Sent off - Not allowed to play
Feb 10, 2016
12,330
2,293
Grand Cayman, Norway, Sweden
Good idea. Should start with taking back the old, nice names. Of towns. Of families. Like Saxe-Coburg und Gotha..

:)

Erbswurst, when is Babylon Berlin Series 2 starting?
Und Deutchland 86, das international release?

Goddamn, man, what is wrong with you ? We NEED to watch those! Best series for a LOOONG time!
( Peaky Blinders is excellent too. Does German Fernsehen show that?
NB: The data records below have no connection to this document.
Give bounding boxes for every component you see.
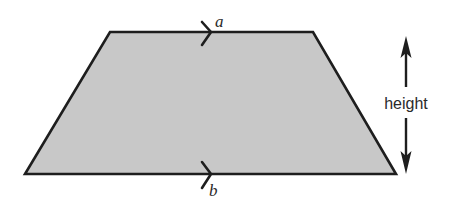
label-side-b: b [209,181,218,200]
label-side-a: a [215,12,224,31]
trapezoid-shape [25,32,396,174]
trapezoid-diagram: a b height [0,0,453,211]
label-height: height [384,95,428,112]
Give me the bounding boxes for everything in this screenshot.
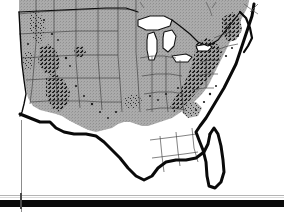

It is about a Irish immigrant family in Post WW1 Britain. )
 

Erbswurst

Bushcrafter (boy, I've got a lot to say!)
Mar 5, 2018
4,079
1,766
Berlin
Yes, we had it somehow.
But I am traveling to much to see it.

Friesisch sounds in my ears more or less like English. The pronunciation is more to Oxford English than to Hochdeutsch.

And they use a few words, which aren't in use in the rest of Germany any more but in Britain.

They don't say "zieh" for "pull" they say "trek" for example. (But "pull" they have too, if they are rowing, but I'm not often enough over there to know that all exactly, Anglians are mixed with them, lower Saxons as well. Of course I never know, who is who.)
German "auf", English "up", Friesisch "op"
German "Pulle", English "bottle", Friesisch "buddel"

Sounds really English or Dutch somehow.

But of course, when I enter a shop for example, where people speak those dialects, they change to Hochdeutsch. So I usually hear only a few words in the northern German dialects.